So Quantic Dream’s David Cage has done it again. Two years after Heavy Rain, he’s sent the gaming world into a tizzy with another visually stunning demo of another beautifully rendered female character being all dramatic and sad. He’s espousing more leaps forward for mature video game narrative. He’s talking about setting new standards for dramatic story-telling. But once again, while the new tech being used is undeniably impressive, personally I also see a very prominent naked emperor putting nice graphics before much more important things.
First things first though. I’m not writing off the Kara demo. In a lot of ways it was bloody brilliant. To get that kind of crisp visual fidelity, such sexy lighting, and such a remarkably vivid sense of time and place out of a PS3 (and a year ago at that, apparently) is a damnably striking achievement, and certainly a silencing shot for all of those claiming that the current generation of consoles has already been squeezed of every last drop of juice. I’ve always been an advocate of long console life-spans, having seen hardware generation after hardware generation prematurely pole-axed just as they were starting to take off. So yes, thanks for making my point so powerfully, Quantic Dream. And thanks for doing it with a year old version of an engine you’ve apparently improved exponentially since then. Exciting times indeed.
Above: The Kara demo. Technically and visually, really bloody impressive
Moreover, although the intro text to the demo maintains that it is a standalone piece, not part of a game nor intended to be one, the world it creates is one that I really want to explore. Although we essentially see only one room in the Kara demo, that room is so brilliantly realised and utterly cohesive that although stylised, it feels utterly like a part of a real place. So yeah, brilliantly convincing visuals and a tantalisingly convincing game world. All the things Quantic Dream do well, summed up on one demo. But herein lies the problem.
You see in terms of everything beyond the technical and aesthetic, to me the Kara demo is a dead duck. All the things Cage so frequently claims to champion, all the really important, creative, mature, drama-and-gravitas-sodden things he rightly proclaims the importance of, are things I find Kara to utterly fail at. And if we praise it for these things, we do nothing but arrest the real development of video game storytelling by vastly lowering our standards. Allow me to explain.
That production design, eh? Pretty striking, right? Definitely shows Quantic Dream have some seriously visionary folk running their artistic and conceptual direction, yeah? Well no. It’s actually way too similar to Chris Cunningham’s 1997 video for Bjork’s All is Full of Love for me to possibly take seriously. From the first second of the demo, Cunningham’s work is all I could see. Of course I’d never go as far as to claim plagiarism, but I’ll embed the video for you to watch so you can see what I’m talking about.

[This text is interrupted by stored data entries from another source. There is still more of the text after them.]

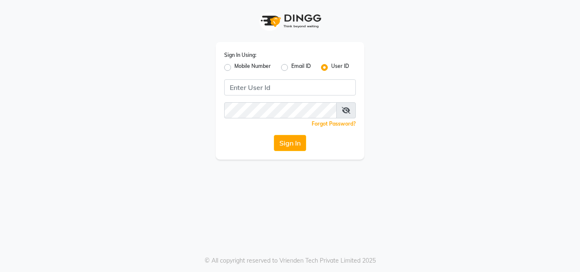 The image size is (580, 272). What do you see at coordinates (290, 21) in the screenshot?
I see `img: logo1.svg` at bounding box center [290, 21].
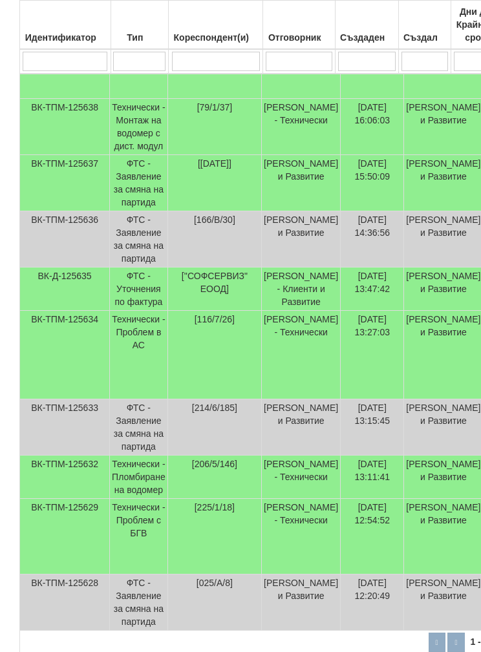  Describe the element at coordinates (65, 427) in the screenshot. I see `td: ВК-ТПМ-125633` at that location.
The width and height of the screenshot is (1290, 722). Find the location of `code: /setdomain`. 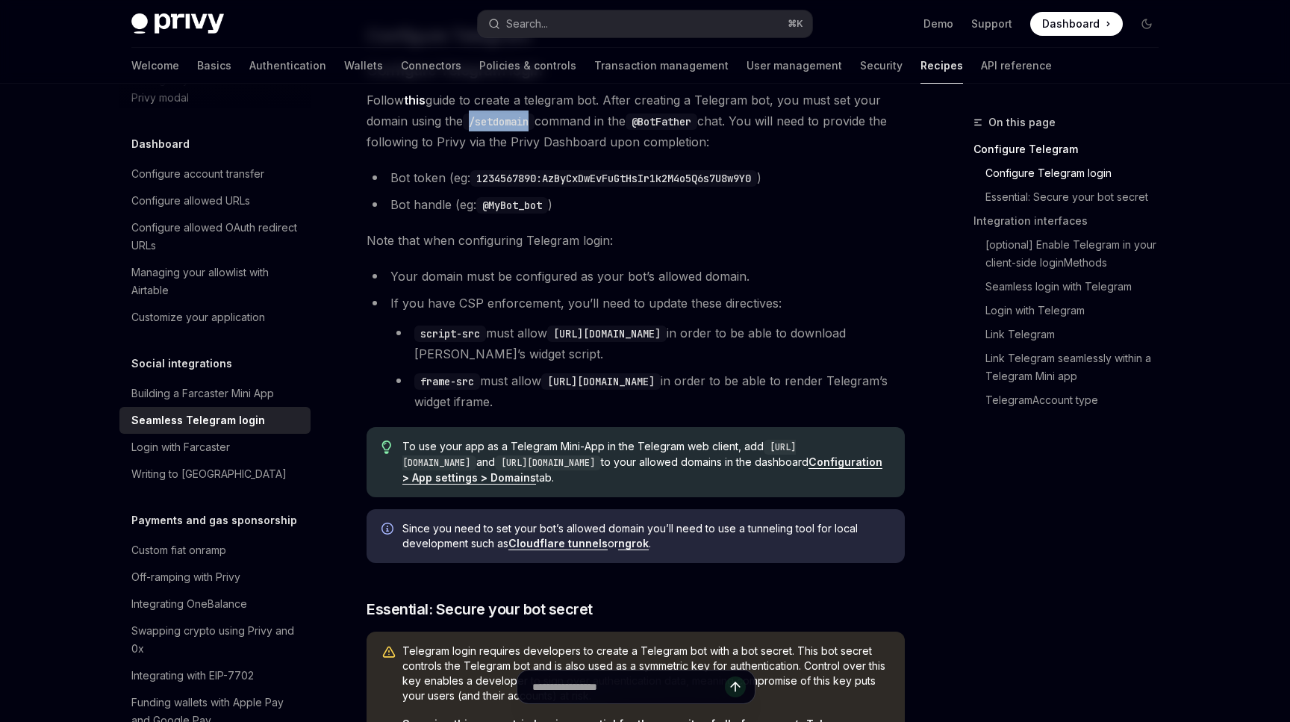

code: /setdomain is located at coordinates (499, 122).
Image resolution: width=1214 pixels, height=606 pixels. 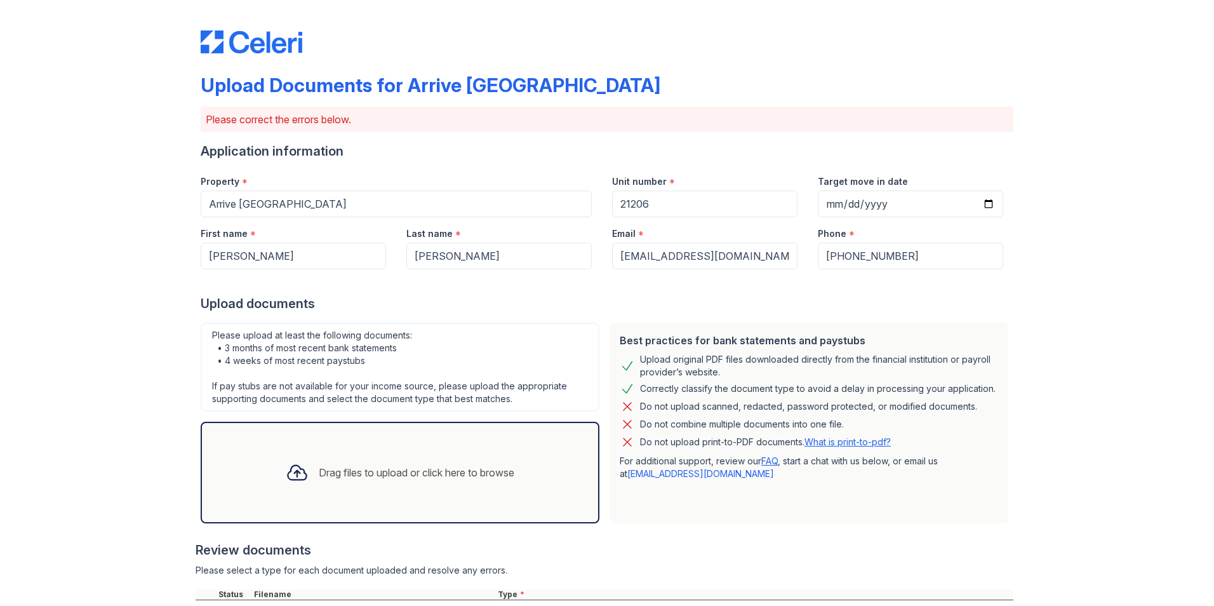 I want to click on div: Upload original PDF files downloaded directly from the financial institution or payroll provider’..., so click(x=819, y=366).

Far from extolling the bold, affecting creativity at one of the self-proclaimed front-runners in terms of mature, artistic game design, the Kara demo’s unfortunate extreme similarities to Cunningham’s work scream to me of gaming’s continued piggy-backing on the previous, in this case 15-year-old, successes of film. Ditto the vast swathes of the demo which struck me as disturbingly reminiscent of a 1995 episode of the rebooted Outer Limits TV series, entitled Valerie 23. An obscure reference, granted, but not one obscure enough for me to miss some highly disheartening similarities.
The episode, in a nutshell, deals with the titular female android, built as a home helper/companion to the story’s human male protagonist. She serves the same roles as the Kara, even at one point explicitly stating that “I’m fully functional” in regards to sex, a concept conspicuously emphasised throughout QD’s piece (though I’ll come onto that more a little later on). Of course, the episode eventually descends into the inevitable archetypal discussions of whether or not an android can truly be alive. The episode decides to define something as living when it is scared of death. And would you believe it, at the end of a long string of mishaps resulting from the robot’s “simulated” emotions, it is eventually killed, whereupon we are treated to the weighty crux of the episode, via the twist that Valerie expresses fear.
Yeah. “I’m afraid”. Almost he exact same key-phrase on which Cage hinges his whole dramatic crescendo and the narratively crucial shift of perception of Kara as an entity. Again, I’m not going to go as far as to accuse a deliberate rip-off, but at best we’re looking at a supposedly progressive example of video game drama which possesses worrying similarities to an older medium, in this case hanging its dramatic weight on the exact same lumpen central narrative mechanic as a hokey example of a generally hokey TV show.
In reality, it doesn’t matter whether anyone at Quantic Dream has even seen that particular episode of that particular attempt to ride the ‘90s X-Files bandwagon. The important point is that the Kara demo’s successes exist purely within the visual, and occur in no way as a result of good writing, powerful human drama, a clever, meaningful harnessing of interactivity, or any of the other things that video game story-telling desperately needs. Instead it delivers only the hoariest of old sci-fi tropes, a bog-basic idea that has been around since Pinnochio (much earlier in fact), and which was hammered into outdated cliché by the end of the ‘50s.